Published in The Caregiver (Holy Cow! Press, 2018) and Lilipoh (Winter 2020)
Ladder
--after James Wright
The sun is shining
and spills onto the leaf-covered lawn
this late afternoon. The near empty trees,
gaunt like used toothpicks, foreshadow
winter and death. Outside the window I see
a green ladder leaning on the house like a sentinel
guarding the sun. Earlier, my husband had climbed
it, shaky like the autumn leaves littering
our gutter. He tried to empty the gutters,
but the ladder was not tall enough.
There is a trick to it. It is not rickety
and he did not fall, but still, like my cancer,
there was the fear.
A plane flies overhead, ferrying passengers
to the next life. I have wasted time
worrying about death and killing flies.
A dog barks from a nearby house.
At the end of the yard, a pipe pours
rainwater from our gutters into a muddy ravine.

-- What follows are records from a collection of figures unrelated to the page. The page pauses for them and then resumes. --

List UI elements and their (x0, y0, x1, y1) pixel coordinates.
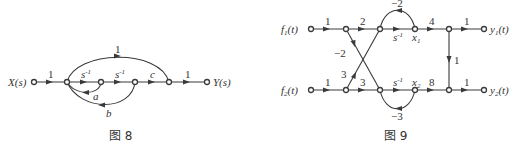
fig9-bottom-loop-gain: −3 (391, 110, 403, 122)
fig9-bottom-gain-8: 8 (429, 76, 435, 88)
arrow-icon (447, 56, 452, 63)
fig9-caption: 图 9 (384, 129, 407, 143)
arrow-icon (461, 27, 468, 32)
fig9-node-y2 (482, 88, 487, 93)
fig9-vertical-gain: 1 (454, 54, 460, 66)
fig8-in-gain: 1 (48, 68, 54, 80)
arrow-icon (351, 72, 356, 79)
fig9-top-out-gain: 1 (464, 15, 470, 27)
fig9-cross-down-gain: −2 (334, 47, 346, 59)
fig8-s2: s-1 (115, 68, 125, 80)
fig9-top-loop (380, 10, 415, 29)
fig9-top-gain-4: 4 (429, 15, 435, 27)
fig8-s1: s-1 (81, 68, 91, 80)
fig8-caption: 图 8 (109, 129, 132, 143)
fig9-output-y2: y2(t) (489, 84, 509, 98)
arrow-icon (80, 80, 87, 85)
fig8-node-1 (65, 80, 70, 85)
fig9-node-f1 (309, 27, 314, 32)
fig9-node-top-1 (344, 27, 349, 32)
fig9-top-integrator: s-1 (393, 31, 403, 43)
fig8-node-input (32, 80, 37, 85)
fig9-input-f2: f2(t) (281, 84, 298, 98)
fig9-bottom-loop (380, 90, 415, 109)
fig8-c: c (150, 68, 155, 80)
fig9-node-top-2 (378, 27, 383, 32)
arrow-icon (46, 80, 53, 85)
fig9-bottom-integrator: s-1 (393, 76, 403, 88)
arrow-icon (183, 80, 190, 85)
fig8-loop-b-gain: b (106, 107, 112, 119)
fig9-bottom-in-gain: 1 (325, 76, 331, 88)
fig9-input-f1: f1(t) (281, 23, 298, 37)
figure-9: f1(t) f2(t) y1(t) y2(t) 1 2 s-1 x1 4 1 −… (281, 0, 509, 143)
fig9-node-top-4 (447, 27, 452, 32)
fig8-node-4 (167, 80, 172, 85)
fig9-top-loop-gain: −2 (391, 0, 403, 9)
fig8-input-label: X(s) (7, 76, 27, 89)
fig9-bottom-gain-3: 3 (360, 76, 366, 88)
fig8-top-arc-gain: 1 (115, 43, 121, 55)
fig9-state-x1: x1 (411, 31, 420, 45)
fig8-output-label: Y(s) (213, 76, 231, 89)
fig9-node-bottom-4 (447, 88, 452, 93)
arrow-icon (358, 88, 365, 93)
arrow-icon (351, 40, 356, 47)
fig8-node-2 (99, 80, 104, 85)
arrow-icon (427, 88, 434, 93)
signal-flow-diagrams: X(s) Y(s) 1 s-1 s-1 c 1 1 a b 图 8 (0, 0, 521, 152)
fig9-node-y1 (482, 27, 487, 32)
arrow-icon (461, 88, 468, 93)
fig9-state-x2: x2 (411, 76, 421, 90)
fig9-node-bottom-1 (344, 88, 349, 93)
arrow-icon (358, 27, 365, 32)
arrow-icon (323, 27, 330, 32)
arrow-icon (114, 80, 121, 85)
fig9-top-gain-2: 2 (360, 15, 366, 27)
fig9-node-bottom-2 (378, 88, 383, 93)
fig8-node-output (205, 80, 210, 85)
fig9-bottom-out-gain: 1 (464, 76, 470, 88)
arrow-icon (148, 80, 155, 85)
arrow-icon (323, 88, 330, 93)
arrow-icon (98, 103, 105, 108)
figure-8: X(s) Y(s) 1 s-1 s-1 c 1 1 a b 图 8 (7, 43, 231, 143)
fig8-loop-a-gain: a (93, 90, 99, 102)
fig8-node-3 (133, 80, 138, 85)
arrow-icon (82, 90, 89, 95)
fig9-cross-up-gain: 3 (341, 68, 347, 80)
fig9-top-in-gain: 1 (325, 15, 331, 27)
fig9-output-y1: y1(t) (489, 23, 509, 37)
arrow-icon (393, 88, 400, 93)
fig8-out-gain: 1 (185, 68, 191, 80)
fig8-loop-b (67, 82, 135, 105)
fig9-node-f2 (309, 88, 314, 93)
arrow-icon (427, 27, 434, 32)
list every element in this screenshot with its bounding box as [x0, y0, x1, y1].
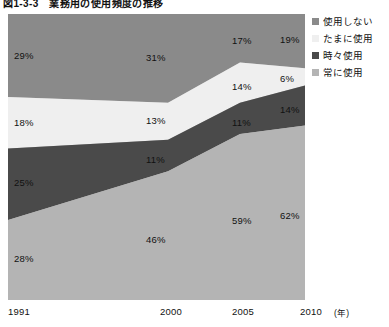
chart-title: 図1-3-3 業務用の使用頻度の推移: [3, 0, 164, 10]
data-label-s2-1991: 25%: [14, 177, 34, 188]
data-label-s2-2000: 11%: [146, 154, 165, 165]
legend-swatch-icon: [312, 52, 319, 59]
data-label-s0-2010: 19%: [280, 34, 300, 45]
x-tick-2010: 2010: [300, 306, 322, 317]
legend-label-0: 使用しない: [323, 14, 374, 28]
data-label-s1-2005: 14%: [232, 81, 252, 92]
x-tick-1991: 1991: [8, 306, 30, 317]
x-axis-unit: (年): [334, 306, 349, 318]
chart-page: 図1-3-3 業務用の使用頻度の推移 29%31%17%19%18%13%14%…: [0, 0, 389, 327]
legend-swatch-icon: [312, 35, 319, 42]
x-tick-2005: 2005: [232, 306, 254, 317]
legend: 使用しない たまに使用 時々使用 常に使用: [312, 13, 389, 81]
data-label-s2-2010: 14%: [280, 104, 300, 115]
data-label-s3-2010: 62%: [280, 210, 300, 221]
legend-label-3: 常に使用: [323, 65, 363, 79]
data-label-s1-2010: 6%: [280, 73, 294, 84]
data-label-s2-2005: 11%: [232, 117, 251, 128]
legend-label-1: たまに使用: [323, 31, 374, 45]
data-label-s0-2000: 31%: [146, 52, 166, 63]
legend-swatch-icon: [312, 69, 319, 76]
legend-item-3[interactable]: 常に使用: [312, 64, 389, 80]
data-label-s1-2000: 13%: [146, 115, 166, 126]
data-label-s0-1991: 29%: [14, 50, 34, 61]
data-label-s0-2005: 17%: [232, 35, 252, 46]
legend-item-2[interactable]: 時々使用: [312, 47, 389, 63]
legend-item-0[interactable]: 使用しない: [312, 13, 389, 29]
data-label-s3-2000: 46%: [146, 234, 166, 245]
x-axis: 1991 2000 2005 2010 (年): [0, 302, 389, 324]
data-label-s1-1991: 18%: [14, 117, 34, 128]
data-label-s3-2005: 59%: [232, 215, 252, 226]
data-label-s3-1991: 28%: [14, 253, 34, 264]
legend-swatch-icon: [312, 18, 319, 25]
x-tick-2000: 2000: [160, 306, 182, 317]
legend-label-2: 時々使用: [323, 48, 363, 62]
legend-item-1[interactable]: たまに使用: [312, 30, 389, 46]
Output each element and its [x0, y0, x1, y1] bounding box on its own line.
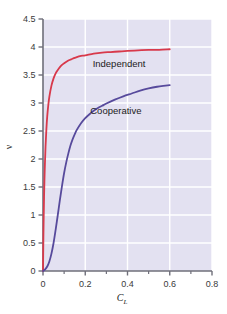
- y-tick-label: 4.5: [23, 14, 36, 24]
- y-tick-label: 4: [30, 42, 35, 52]
- y-tick-label: 0: [30, 266, 35, 276]
- series-label-cooperative: Cooperative: [90, 105, 141, 116]
- x-tick-label: 0.6: [163, 279, 176, 289]
- y-tick-label: 2: [30, 154, 35, 164]
- binding-isotherm-chart: 00.511.522.533.544.5 00.20.40.60.8 Indep…: [0, 0, 227, 314]
- x-tick-label: 0.8: [206, 279, 219, 289]
- x-tick-label: 0.4: [121, 279, 134, 289]
- x-tick-label: 0: [40, 279, 45, 289]
- y-tick-label: 3: [30, 98, 35, 108]
- y-axis-title: ν: [3, 144, 14, 149]
- y-tick-label: 1: [30, 210, 35, 220]
- y-tick-label: 1.5: [23, 182, 36, 192]
- y-tick-label: 0.5: [23, 238, 36, 248]
- series-label-independent: Independent: [93, 58, 146, 69]
- y-tick-label: 2.5: [23, 126, 36, 136]
- x-axis-title-subscript: L: [122, 298, 127, 306]
- x-tick-label: 0.2: [79, 279, 92, 289]
- y-tick-label: 3.5: [23, 70, 36, 80]
- chart-figure: 00.511.522.533.544.5 00.20.40.60.8 Indep…: [0, 0, 227, 314]
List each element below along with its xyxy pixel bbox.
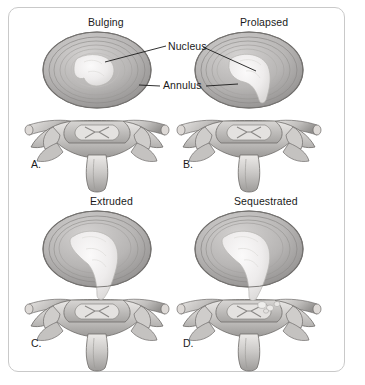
disc-herniation-figure: Nucleus Annulus Bulging Prolapsed Extrud…: [0, 0, 365, 385]
disc-extruded: [43, 211, 151, 299]
panel-b-illustration: [177, 32, 321, 192]
panel-a-illustration: [25, 32, 169, 192]
panel-letter-b: B.: [183, 158, 193, 170]
disc-sequestrated: [195, 211, 303, 313]
illustration-canvas: [0, 0, 365, 385]
panel-c-illustration: [25, 211, 169, 371]
panel-letter-d: D.: [183, 337, 194, 349]
panel-title-extruded: Extruded: [90, 196, 133, 207]
disc-prolapsed: [195, 32, 303, 108]
panel-d-illustration: [177, 211, 321, 371]
panel-title-prolapsed: Prolapsed: [240, 17, 288, 28]
panel-letter-a: A.: [31, 158, 41, 170]
panel-title-sequestrated: Sequestrated: [234, 196, 298, 207]
panel-letter-c: C.: [31, 337, 42, 349]
callout-label-annulus: Annulus: [163, 80, 202, 91]
panel-title-bulging: Bulging: [88, 17, 124, 28]
disc-bulging: [43, 32, 151, 108]
callout-label-nucleus: Nucleus: [168, 41, 207, 52]
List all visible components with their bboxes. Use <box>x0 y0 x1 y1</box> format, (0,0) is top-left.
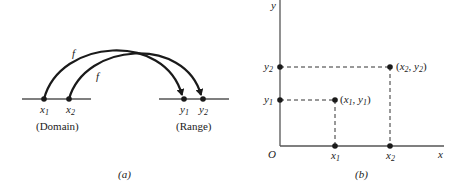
range-point-y2 <box>200 96 206 102</box>
domain-point-x2 <box>66 96 72 102</box>
point-x1-y1 <box>332 97 338 103</box>
caption-a: (a) <box>118 168 131 181</box>
panel-b: y x O y2 y1 x1 x2 (x1, y1) (x2, y2) (b) <box>263 0 444 181</box>
function-mapping-figure: f f x1 x2 y1 y2 (Domain) (Range) (a) y x… <box>0 0 465 188</box>
point-label-x1-y1: (x1, y1) <box>340 93 371 107</box>
range-label: (Range) <box>176 120 212 133</box>
range-point-y1 <box>181 96 187 102</box>
origin-label: O <box>268 148 276 160</box>
y-tick-y2: y2 <box>263 60 273 74</box>
label-x2: x2 <box>65 103 75 117</box>
caption-b: (b) <box>355 168 368 181</box>
point-x2-y2 <box>387 64 393 70</box>
label-x1: x1 <box>39 103 49 117</box>
point-label-x2-y2: (x2, y2) <box>396 60 427 74</box>
y-axis-label: y <box>270 0 276 11</box>
x-tick-x2: x2 <box>385 149 395 163</box>
y-tick-y1: y1 <box>263 93 273 107</box>
tick-dot-x2 <box>387 143 393 149</box>
function-label-2: f <box>96 70 101 82</box>
panel-a: f f x1 x2 y1 y2 (Domain) (Range) (a) <box>22 47 229 181</box>
label-y1: y1 <box>179 103 189 117</box>
tick-dot-y1 <box>277 97 283 103</box>
tick-dot-y2 <box>277 64 283 70</box>
x-axis-label: x <box>437 148 443 160</box>
domain-point-x1 <box>41 96 47 102</box>
domain-label: (Domain) <box>36 120 79 133</box>
x-tick-x1: x1 <box>330 149 340 163</box>
label-y2: y2 <box>198 103 208 117</box>
function-label-1: f <box>72 47 77 59</box>
tick-dot-x1 <box>332 143 338 149</box>
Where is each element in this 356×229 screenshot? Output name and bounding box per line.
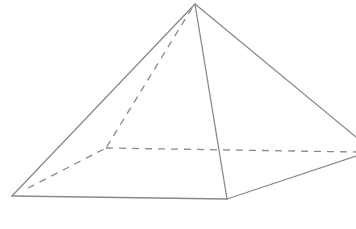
- pyramid-diagram-canvas: [0, 0, 356, 229]
- hidden-edge-base-back: [106, 148, 356, 152]
- hidden-edge-base-left: [28, 148, 106, 188]
- hidden-edge-apex-back-left: [106, 8, 192, 148]
- edge-apex-front-right: [195, 4, 227, 199]
- edge-base-right: [227, 156, 356, 199]
- edge-base-front: [12, 196, 227, 199]
- edge-apex-right: [195, 4, 356, 137]
- edge-apex-front-left: [12, 4, 195, 196]
- pyramid-figure: [0, 0, 356, 229]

I lean back onto the sofa, listen to the silence
and remind myself that he did not fall.
Published in 2018 Encore
Maple Lake: A Sestina
Walking on frosted landscape, we hike alone.
The crisp January air melts our bones
as we make our descent to Maple Lake
with sunshine and tracks in the snow.
Slowly we reach the river of ice
now covering a home of native fish.
Even in winter men search here for fish.
Despite storms, they are not alone,
drilling holes and auguring through ice,
huddling in small shacks to warm their bones.
They sit and smoke and watch the snow
softly stroke its print onto the lake.
I follow you out onto the lake,
thinking of how young boys catch fish
here in May and June, and how the snow
keeps falling, each flake wet and alone.
I wonder if bluegill have cold bones
as they swim below the ice.
I take a step onto the ice
now covering frozen Maple Lake;
the wind seeps through my bones.
I think of what happens to the fish
when winter comes and water alone
is not enough to fight the snow.
You begin to skate on top of the snow
and leave your skid marks on the ice.
I turn north and leave you alone,
looking out upon the frozen lake,
a deserted moonscape except for the fish
which turn inward, embracing their bones.
Who knows how deeply it goes to the bones,
when skin starts to wrinkle and hair to snow,
and men grow wisdom as they begin to fish,
balancing each moment on bright skim ice,
hovering between reality and myth, the lake
a reminder of each lifetime alone.
Yet we are not alone; nature calls our bones
back from the lake; we listen to the snow
and petrified ice. Beneath us swim the fish.
This poem won 1st place in the 2012 Chicago Tribune Printers Row Poetry Contest and was published in the Chicago Tribune. It also won 3rd place in the Formal Category in the 2008 Chicagoland Poets and Patrons Contest.